After you awaitedGuaranteed
await dispatcheverything run() awaited: replies, edits, followups, and dispatch actions
dispatch.until(...) resolvedthe matched call started; response is still undefined while suspended
await emit(...)REST work the handler awaited
nothingonly waitForAction(...) observes fire-and-forget work

The Dispatch is lazy: nothing runs until you await it or call .until(...). Because it implements PromiseLike, await dispatch settles it and resolves to the result. Awaiting is the safe default — it releases any pending checkpoint, so a half-stepped dispatch can never deadlock the suite.

Step-by-step flows

The mock bot is long-lived: cache, collectors, plugin state, cooldowns, and world mutations persist across dispatches. Bind an identity once with bot.actor() instead of repeating user, guildId, and channel on every call:

await using bot = await createMockBot({ commands: [PurgeCommand], world });
const alice = bot.actor({ member: aliceMember, guildId: guild.id, channel });

await alice.slash({ name: 'poll' });
await alice.clickButton('poll/yes');
await bot.emit('GUILD_MEMBER_ADD', newMember, { allowNoHandler: true });
const result = await alice.slash({ name: 'results' });

expect(result.content).toContain('1 vote');

Each call drives the same in-process bot, so the second slash sees the state the first one and the button click left behind. This is the natural shape for testing multi-step user journeys: open a flow, interact with its components, emit a gateway event, then assert on the final reply.

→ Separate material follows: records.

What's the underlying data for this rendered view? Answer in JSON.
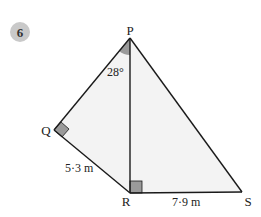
{
  "question": {
    "number": "6",
    "badge_color": "#c9c9c9"
  },
  "diagram": {
    "fill_color": "#f3f3f3",
    "line_color": "#1a1a1a",
    "marker_color": "#9a9a9a",
    "vertices": {
      "P": {
        "label": "P",
        "x": 130,
        "y": 38
      },
      "Q": {
        "label": "Q",
        "x": 54,
        "y": 130
      },
      "R": {
        "label": "R",
        "x": 130,
        "y": 193
      },
      "S": {
        "label": "S",
        "x": 242,
        "y": 192
      }
    },
    "angle_label": "28°",
    "side_QR": "5·3 m",
    "side_RS": "7·9 m",
    "right_angles": [
      "Q",
      "R"
    ]
  }
}
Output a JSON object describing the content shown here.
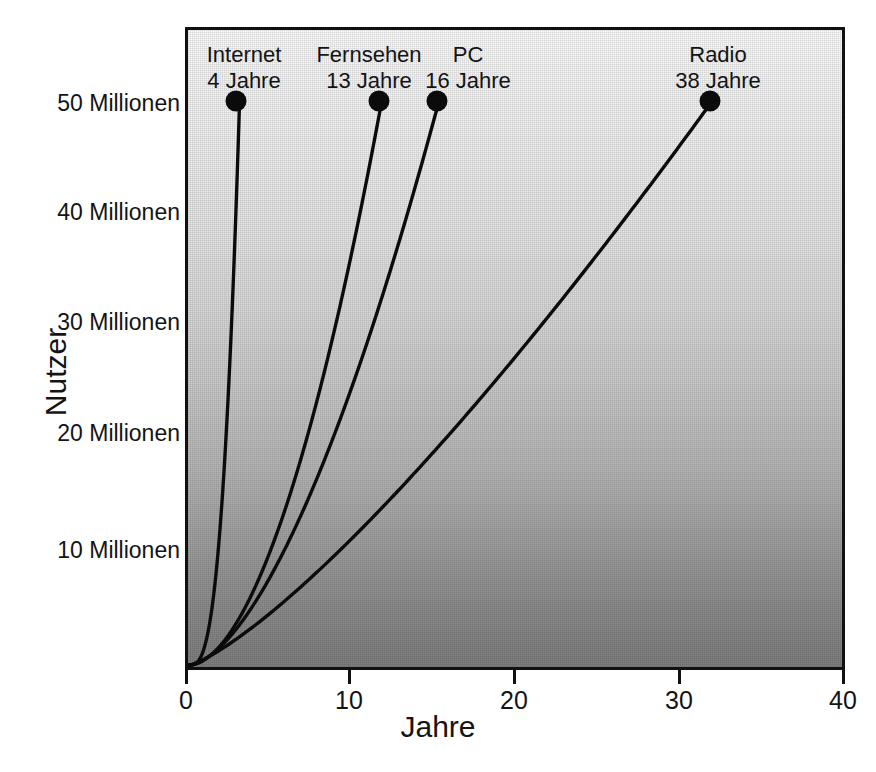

To pause inside a single command, step the same dispatch instead of awaiting it immediately:

const dispatch = bot.slash({ name: 'ban', options: { user: userOption(target) } });

const ban = await dispatch.until(Routes.ban);
expect(ban.body).toMatchObject({ delete_message_seconds: 0 });

const result = await dispatch;
expect(result.content).toBe('Banned');

dispatch.until(matcher) resumes the command only up to the moment the matched REST call starts, then suspends so you can assert on the outgoing request body before the rest of run() continues. Awaiting the same dispatch afterward releases the checkpoint and runs the command to completion. The matcher is a route (Routes.ban) or a predicate over the recorded action.

A Dispatch runs to completion the first time you await it. Call .until(...) before awaiting; calling .until(...) on an already-settled dispatch throws, since there is nothing left to step.

Fully typed tests

The mock boots a real Seyfert client, so app augmentations such as RegisteredMiddlewares, UsingClient, and DefaultLocale apply in tests too:

import { InteractionResponseType } from 'seyfert';
import { TEST_BOT_ID, createMockBot } from '@slipher/testing';
import { GuardedCommand } from '../src/commands/guarded';
import { middlewares } from '../src/middlewares';

declare module 'seyfert' {
	interface SeyfertRegistry { middlewares: typeof middlewares }
}

await using bot = await createMockBot({
	botId: TEST_BOT_ID,
	commands: [GuardedCommand],
	middlewares,
});
const result = await bot.slash({ name: 'guarded' });

expect(result.reply?.body).toMatchObject({
	type: InteractionResponseType.ChannelMessageWithSource,
	data: { content: 'passed' },
});

Because the client is real, the same module augmentations your bot declares in production are in effect during the test — middleware names are checked, the locale type narrows, and ctx.client carries your augmented surface. No separate type-only stub to keep in sync.

Results come back parsed and typed, so you assert without casting. The raw interaction response stays available as result.reply?.body ({ type, data }) for the rare assertion where the Discord wire shape itself is the contract — but prefer result.content, result.deferred, and result.edits for normal behavior checks. Embeds and components are typed too: result.embedView?.title, result.embedViews, result.components, result.component('Approve')?.customId, and result.textDisplays (components-v2). The raw result.embeds / result.embed expose the flattened Discord payloads for wire-shape assertions.

Two surfaces, two jobs: the typed views (result.content, result.embedView, result.component(...)) are for everyday behavior assertions; the raw shapes (result.reply?.body, result.embeds) are for the rare test where the exact Discord wire payload is the contract.